Drastic Fantastic | The Devil Wears Prada | Eye to the Telescope | Katharine McPhee
La Canción Remains The Same
by
American Way Staff
KT, Take Two
You heard her music in The Devil Wears Prada and on American Idol.
Now, Edinburgh's KT Tunstall is back with a new album.
By Mikael Wood
Scottish singer-songwriter KT Tunstall's debut album, Eye to the
Telescope, was a surprise success, propelled by a breezy folk-pop
tune called "Suddenly I See," which showed up on big and small
screens across the United States. including in The Devil Wears
Prada, So You Think You Can Dance, Ugly Betty, and Grey's Anatomy.
Another of her songs got some key TV time, too: Katharine McPhee
sang "Black Horse and the Cherry Tree" on last season's American
Idol.
But Tunstall had to figure out how to follow up on that success -
which is what you call a good problem to have. Her solution: The
harder-edged Drastic Fantastic, a new album, which is now out in
stores and on which Tunstall has turned up the volume on the rootsy
sound that charmed Hollywood.
Suddenly she sees Oompa-Loompas traveling around the world. "When
other people buy one of your songs, you essentially give it away,"
Tunstall says. "I don't have kids, but it must be a fairly similar
experience, where you create this thing, but once it's out in the
world, you really don't own it anymore. I feel like I've created
all these little Oompa-Loompas, and now they're touring the world.
I keep getting postcards from them, going, 'Guess what? I'm in a
Meryl Streep film!'?"
Drastic Fantastic is darker, but it's still no "Smelly Cat." "The
thing I was really afraid of on the first record was being Phoebe
from Friends - a girl with a guitar, singing about being dumped. I
didn't really relate to that [mentality]. Eye to the Telescope was
a deliberate attempt to stay away from that. But now I can go back
to more contemplative, slightly darker feelings in my songs."
She reflects on the first album's success, and scissors. "Not to
say I was curbed creatively on the first album, but there are
certainly things I might have done differently had I been left to
my own devices. On this album, I absolutely felt free to try
anything out. It's basically been like finding a pair of massive
metal cutters in a cupboard and cutting the fences down."
Drastic Fantastic is good, but your grandma might not think so. "I
remember with the first album, when I did signings and stuff,
people would come up and say, 'Can you sign this for my
grandmother?' And I'd always be like, 'That's wicked!' I'm really
flattered that older people like it. On this album - maybe not so
many grandmothers will like it. I'm all right with that."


Required action: Of the entries below, return only those lines from the line with "Find the location of a particular element. The image" to the line with "This screenshot has height=542, width=1124.", exactly, both included.

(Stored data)
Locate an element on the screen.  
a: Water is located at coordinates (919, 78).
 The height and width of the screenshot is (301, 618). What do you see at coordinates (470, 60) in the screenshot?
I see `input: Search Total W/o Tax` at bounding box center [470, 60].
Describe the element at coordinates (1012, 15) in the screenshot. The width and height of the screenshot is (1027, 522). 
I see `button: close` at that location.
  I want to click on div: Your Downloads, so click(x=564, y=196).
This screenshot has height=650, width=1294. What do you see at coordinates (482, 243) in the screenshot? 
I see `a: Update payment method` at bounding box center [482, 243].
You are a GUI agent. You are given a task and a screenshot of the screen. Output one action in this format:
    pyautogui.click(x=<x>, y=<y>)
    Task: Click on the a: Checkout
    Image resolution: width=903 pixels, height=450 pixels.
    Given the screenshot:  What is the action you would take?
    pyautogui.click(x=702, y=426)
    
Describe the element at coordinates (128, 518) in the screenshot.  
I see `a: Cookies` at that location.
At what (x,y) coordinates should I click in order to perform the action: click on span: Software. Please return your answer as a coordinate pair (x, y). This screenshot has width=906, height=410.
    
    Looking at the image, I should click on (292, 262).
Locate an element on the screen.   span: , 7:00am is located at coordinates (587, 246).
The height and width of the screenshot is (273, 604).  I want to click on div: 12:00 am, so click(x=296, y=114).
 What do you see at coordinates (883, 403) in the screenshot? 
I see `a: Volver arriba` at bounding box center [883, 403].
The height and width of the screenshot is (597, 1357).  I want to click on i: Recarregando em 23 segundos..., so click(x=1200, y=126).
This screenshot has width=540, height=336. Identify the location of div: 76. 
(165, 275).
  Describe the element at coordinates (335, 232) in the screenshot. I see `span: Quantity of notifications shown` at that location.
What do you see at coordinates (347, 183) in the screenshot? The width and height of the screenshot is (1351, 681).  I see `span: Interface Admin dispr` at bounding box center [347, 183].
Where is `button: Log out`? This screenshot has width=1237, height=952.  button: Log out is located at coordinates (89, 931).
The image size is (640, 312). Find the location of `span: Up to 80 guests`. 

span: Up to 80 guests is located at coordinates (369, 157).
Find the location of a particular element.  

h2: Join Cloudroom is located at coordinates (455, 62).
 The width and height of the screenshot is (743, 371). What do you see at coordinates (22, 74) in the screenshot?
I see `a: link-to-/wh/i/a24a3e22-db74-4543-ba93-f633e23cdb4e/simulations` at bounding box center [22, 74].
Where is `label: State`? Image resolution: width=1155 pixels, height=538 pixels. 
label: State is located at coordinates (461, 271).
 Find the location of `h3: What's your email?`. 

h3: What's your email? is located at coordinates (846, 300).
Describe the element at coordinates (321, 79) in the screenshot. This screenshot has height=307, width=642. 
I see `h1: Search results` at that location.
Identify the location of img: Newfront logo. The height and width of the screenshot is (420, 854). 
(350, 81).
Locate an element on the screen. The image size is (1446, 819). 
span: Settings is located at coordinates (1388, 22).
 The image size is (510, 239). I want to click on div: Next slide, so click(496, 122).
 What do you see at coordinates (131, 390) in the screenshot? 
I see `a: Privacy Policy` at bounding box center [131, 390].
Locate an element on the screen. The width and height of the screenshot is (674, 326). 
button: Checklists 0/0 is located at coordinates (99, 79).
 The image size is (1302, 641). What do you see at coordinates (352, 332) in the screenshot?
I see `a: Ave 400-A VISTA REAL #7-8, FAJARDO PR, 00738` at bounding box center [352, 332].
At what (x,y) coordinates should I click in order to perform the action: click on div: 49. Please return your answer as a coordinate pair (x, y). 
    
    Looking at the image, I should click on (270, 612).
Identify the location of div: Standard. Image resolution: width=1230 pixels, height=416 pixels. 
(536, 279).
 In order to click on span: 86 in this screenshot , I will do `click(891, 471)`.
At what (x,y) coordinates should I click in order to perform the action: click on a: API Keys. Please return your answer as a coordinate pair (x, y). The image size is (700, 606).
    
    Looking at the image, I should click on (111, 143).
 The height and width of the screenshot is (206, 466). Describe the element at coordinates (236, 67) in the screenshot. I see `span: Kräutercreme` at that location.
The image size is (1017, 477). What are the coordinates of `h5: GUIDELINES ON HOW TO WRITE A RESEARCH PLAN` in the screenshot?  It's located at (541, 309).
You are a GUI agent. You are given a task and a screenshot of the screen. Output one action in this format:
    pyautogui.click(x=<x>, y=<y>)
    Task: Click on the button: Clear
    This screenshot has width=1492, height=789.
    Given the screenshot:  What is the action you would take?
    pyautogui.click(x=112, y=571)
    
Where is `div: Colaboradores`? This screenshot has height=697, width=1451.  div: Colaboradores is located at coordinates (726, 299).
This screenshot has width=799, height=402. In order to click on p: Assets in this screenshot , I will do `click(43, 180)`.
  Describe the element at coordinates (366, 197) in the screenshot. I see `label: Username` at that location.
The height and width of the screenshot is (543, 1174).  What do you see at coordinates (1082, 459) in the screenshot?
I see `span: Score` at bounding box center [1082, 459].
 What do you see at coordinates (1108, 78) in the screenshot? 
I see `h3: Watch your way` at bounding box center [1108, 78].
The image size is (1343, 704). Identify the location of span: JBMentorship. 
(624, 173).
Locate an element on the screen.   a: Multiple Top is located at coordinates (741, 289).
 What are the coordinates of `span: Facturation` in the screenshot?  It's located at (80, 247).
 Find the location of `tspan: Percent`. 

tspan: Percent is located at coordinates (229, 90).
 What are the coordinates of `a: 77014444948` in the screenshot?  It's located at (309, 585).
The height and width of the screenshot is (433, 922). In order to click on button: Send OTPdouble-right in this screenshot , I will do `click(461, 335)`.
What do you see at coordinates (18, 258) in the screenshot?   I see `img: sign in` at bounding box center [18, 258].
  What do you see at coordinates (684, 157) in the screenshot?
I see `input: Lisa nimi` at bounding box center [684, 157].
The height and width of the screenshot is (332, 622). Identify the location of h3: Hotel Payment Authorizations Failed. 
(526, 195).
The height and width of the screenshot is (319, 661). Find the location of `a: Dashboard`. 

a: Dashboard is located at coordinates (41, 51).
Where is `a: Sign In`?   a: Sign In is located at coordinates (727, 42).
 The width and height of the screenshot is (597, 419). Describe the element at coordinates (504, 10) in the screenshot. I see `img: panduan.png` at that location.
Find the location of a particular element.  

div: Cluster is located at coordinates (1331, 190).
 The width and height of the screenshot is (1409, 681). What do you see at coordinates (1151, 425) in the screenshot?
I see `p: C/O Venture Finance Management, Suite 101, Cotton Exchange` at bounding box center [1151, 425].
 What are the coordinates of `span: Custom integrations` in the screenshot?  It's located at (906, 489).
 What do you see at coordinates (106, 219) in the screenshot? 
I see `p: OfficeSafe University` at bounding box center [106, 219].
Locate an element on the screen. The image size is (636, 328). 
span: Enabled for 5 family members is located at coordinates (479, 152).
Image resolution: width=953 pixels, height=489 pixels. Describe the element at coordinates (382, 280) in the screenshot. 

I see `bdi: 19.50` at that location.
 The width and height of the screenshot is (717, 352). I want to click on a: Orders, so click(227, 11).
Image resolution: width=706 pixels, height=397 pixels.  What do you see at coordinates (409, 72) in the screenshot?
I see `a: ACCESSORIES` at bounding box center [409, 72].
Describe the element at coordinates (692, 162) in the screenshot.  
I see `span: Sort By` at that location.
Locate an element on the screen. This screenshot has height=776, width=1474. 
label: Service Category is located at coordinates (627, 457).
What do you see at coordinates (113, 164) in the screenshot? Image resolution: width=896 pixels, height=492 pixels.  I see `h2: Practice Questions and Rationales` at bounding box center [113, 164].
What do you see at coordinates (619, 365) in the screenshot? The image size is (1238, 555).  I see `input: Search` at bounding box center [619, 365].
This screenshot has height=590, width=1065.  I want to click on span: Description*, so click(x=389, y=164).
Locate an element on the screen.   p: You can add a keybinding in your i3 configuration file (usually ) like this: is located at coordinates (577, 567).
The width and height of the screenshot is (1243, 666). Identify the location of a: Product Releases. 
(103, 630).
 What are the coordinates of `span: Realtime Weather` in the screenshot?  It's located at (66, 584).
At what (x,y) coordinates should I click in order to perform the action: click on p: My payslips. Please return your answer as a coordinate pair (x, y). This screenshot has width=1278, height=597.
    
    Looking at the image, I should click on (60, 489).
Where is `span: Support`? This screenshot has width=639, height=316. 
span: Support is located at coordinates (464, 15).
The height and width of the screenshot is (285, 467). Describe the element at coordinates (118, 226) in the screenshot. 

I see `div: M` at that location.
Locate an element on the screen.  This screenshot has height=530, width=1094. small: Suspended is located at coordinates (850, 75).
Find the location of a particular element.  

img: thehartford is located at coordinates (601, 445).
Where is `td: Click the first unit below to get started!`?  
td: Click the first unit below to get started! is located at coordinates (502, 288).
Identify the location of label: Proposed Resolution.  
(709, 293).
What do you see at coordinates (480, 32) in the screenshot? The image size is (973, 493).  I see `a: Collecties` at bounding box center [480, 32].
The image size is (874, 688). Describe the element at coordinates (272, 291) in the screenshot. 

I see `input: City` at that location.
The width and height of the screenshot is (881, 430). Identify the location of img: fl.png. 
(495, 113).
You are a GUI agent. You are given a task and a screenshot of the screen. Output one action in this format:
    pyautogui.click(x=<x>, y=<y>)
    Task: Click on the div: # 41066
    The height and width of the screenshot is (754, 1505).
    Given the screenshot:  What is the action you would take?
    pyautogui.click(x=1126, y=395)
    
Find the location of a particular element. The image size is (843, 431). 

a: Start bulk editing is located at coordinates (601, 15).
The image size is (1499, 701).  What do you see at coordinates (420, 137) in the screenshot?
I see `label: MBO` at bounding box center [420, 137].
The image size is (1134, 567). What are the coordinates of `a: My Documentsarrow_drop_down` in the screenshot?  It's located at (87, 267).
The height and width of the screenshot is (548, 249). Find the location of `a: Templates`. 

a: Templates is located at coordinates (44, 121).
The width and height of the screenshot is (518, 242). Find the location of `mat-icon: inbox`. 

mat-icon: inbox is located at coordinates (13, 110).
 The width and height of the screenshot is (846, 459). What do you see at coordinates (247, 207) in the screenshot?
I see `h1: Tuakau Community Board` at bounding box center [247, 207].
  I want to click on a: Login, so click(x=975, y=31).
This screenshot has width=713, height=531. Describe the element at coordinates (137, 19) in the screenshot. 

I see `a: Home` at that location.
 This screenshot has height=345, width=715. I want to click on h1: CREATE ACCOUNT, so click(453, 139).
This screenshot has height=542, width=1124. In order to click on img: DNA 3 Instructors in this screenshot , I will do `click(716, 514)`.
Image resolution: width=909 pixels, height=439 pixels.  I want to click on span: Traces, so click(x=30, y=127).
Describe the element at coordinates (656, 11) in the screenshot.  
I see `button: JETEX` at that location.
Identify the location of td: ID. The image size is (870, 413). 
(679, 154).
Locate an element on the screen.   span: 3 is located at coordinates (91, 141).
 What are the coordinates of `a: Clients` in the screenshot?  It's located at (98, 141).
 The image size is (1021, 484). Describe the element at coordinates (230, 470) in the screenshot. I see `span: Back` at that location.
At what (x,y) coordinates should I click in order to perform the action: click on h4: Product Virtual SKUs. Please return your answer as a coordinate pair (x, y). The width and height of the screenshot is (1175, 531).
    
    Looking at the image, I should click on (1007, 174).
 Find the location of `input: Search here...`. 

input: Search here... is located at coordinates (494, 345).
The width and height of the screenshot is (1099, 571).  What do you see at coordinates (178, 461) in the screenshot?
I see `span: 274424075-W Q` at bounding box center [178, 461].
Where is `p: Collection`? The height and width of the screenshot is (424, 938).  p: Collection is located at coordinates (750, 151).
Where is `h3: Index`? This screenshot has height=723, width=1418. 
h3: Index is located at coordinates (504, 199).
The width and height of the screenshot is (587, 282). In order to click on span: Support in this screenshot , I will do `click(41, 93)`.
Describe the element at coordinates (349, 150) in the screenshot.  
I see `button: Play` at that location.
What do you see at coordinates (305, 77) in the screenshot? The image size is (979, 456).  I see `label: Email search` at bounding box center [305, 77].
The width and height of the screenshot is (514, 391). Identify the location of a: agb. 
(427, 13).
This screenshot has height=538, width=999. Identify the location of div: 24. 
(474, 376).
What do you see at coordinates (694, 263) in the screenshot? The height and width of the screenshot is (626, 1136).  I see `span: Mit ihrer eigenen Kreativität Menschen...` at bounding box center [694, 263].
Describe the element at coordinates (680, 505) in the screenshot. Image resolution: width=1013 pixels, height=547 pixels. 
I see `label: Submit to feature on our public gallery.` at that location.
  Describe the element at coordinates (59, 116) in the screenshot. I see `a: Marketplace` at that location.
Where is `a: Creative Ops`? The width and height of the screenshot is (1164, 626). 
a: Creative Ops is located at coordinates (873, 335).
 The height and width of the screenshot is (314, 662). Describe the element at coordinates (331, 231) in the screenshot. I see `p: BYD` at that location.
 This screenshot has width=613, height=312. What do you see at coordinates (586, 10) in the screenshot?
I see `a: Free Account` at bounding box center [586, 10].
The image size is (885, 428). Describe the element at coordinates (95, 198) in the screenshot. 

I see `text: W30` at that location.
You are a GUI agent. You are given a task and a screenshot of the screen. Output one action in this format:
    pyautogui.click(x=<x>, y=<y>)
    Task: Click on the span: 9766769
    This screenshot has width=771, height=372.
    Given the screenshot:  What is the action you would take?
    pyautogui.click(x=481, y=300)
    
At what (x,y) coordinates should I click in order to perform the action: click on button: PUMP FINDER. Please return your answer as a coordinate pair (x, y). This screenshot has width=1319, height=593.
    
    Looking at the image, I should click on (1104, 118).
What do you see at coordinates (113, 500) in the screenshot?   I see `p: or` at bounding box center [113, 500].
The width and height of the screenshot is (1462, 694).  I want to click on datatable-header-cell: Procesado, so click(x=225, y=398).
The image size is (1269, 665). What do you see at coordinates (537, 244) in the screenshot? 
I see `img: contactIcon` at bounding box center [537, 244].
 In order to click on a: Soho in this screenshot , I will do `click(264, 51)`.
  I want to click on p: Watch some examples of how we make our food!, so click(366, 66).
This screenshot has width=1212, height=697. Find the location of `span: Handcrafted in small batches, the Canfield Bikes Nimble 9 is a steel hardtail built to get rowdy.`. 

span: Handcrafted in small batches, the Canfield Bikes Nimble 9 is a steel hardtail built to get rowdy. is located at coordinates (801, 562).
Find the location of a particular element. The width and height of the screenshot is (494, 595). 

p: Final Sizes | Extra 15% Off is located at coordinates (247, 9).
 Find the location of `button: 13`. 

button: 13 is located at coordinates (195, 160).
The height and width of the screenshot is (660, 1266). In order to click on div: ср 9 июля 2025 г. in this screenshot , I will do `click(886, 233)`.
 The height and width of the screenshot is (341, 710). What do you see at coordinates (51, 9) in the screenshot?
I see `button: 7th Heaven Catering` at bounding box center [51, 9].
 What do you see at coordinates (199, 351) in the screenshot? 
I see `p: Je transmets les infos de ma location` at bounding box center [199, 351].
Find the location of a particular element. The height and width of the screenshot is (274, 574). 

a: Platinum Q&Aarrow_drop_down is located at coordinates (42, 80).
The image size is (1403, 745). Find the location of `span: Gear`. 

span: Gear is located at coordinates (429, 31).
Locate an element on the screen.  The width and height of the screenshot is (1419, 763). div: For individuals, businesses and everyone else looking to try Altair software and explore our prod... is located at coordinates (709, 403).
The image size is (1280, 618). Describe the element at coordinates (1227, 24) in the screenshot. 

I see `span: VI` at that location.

Expected output:
Find the location of a particular element. The image size is (843, 431). 

a: Start bulk editing is located at coordinates (601, 15).
The image size is (1499, 701).  What do you see at coordinates (420, 137) in the screenshot?
I see `label: MBO` at bounding box center [420, 137].
The image size is (1134, 567). What are the coordinates of `a: My Documentsarrow_drop_down` in the screenshot?  It's located at (87, 267).
The height and width of the screenshot is (548, 249). Find the location of `a: Templates`. 

a: Templates is located at coordinates (44, 121).
The width and height of the screenshot is (518, 242). Find the location of `mat-icon: inbox`. 

mat-icon: inbox is located at coordinates (13, 110).
 The width and height of the screenshot is (846, 459). What do you see at coordinates (247, 207) in the screenshot?
I see `h1: Tuakau Community Board` at bounding box center [247, 207].
  I want to click on a: Login, so click(x=975, y=31).
This screenshot has width=713, height=531. Describe the element at coordinates (137, 19) in the screenshot. 

I see `a: Home` at that location.
 This screenshot has height=345, width=715. I want to click on h1: CREATE ACCOUNT, so click(453, 139).
This screenshot has height=542, width=1124. In order to click on img: DNA 3 Instructors in this screenshot , I will do `click(716, 514)`.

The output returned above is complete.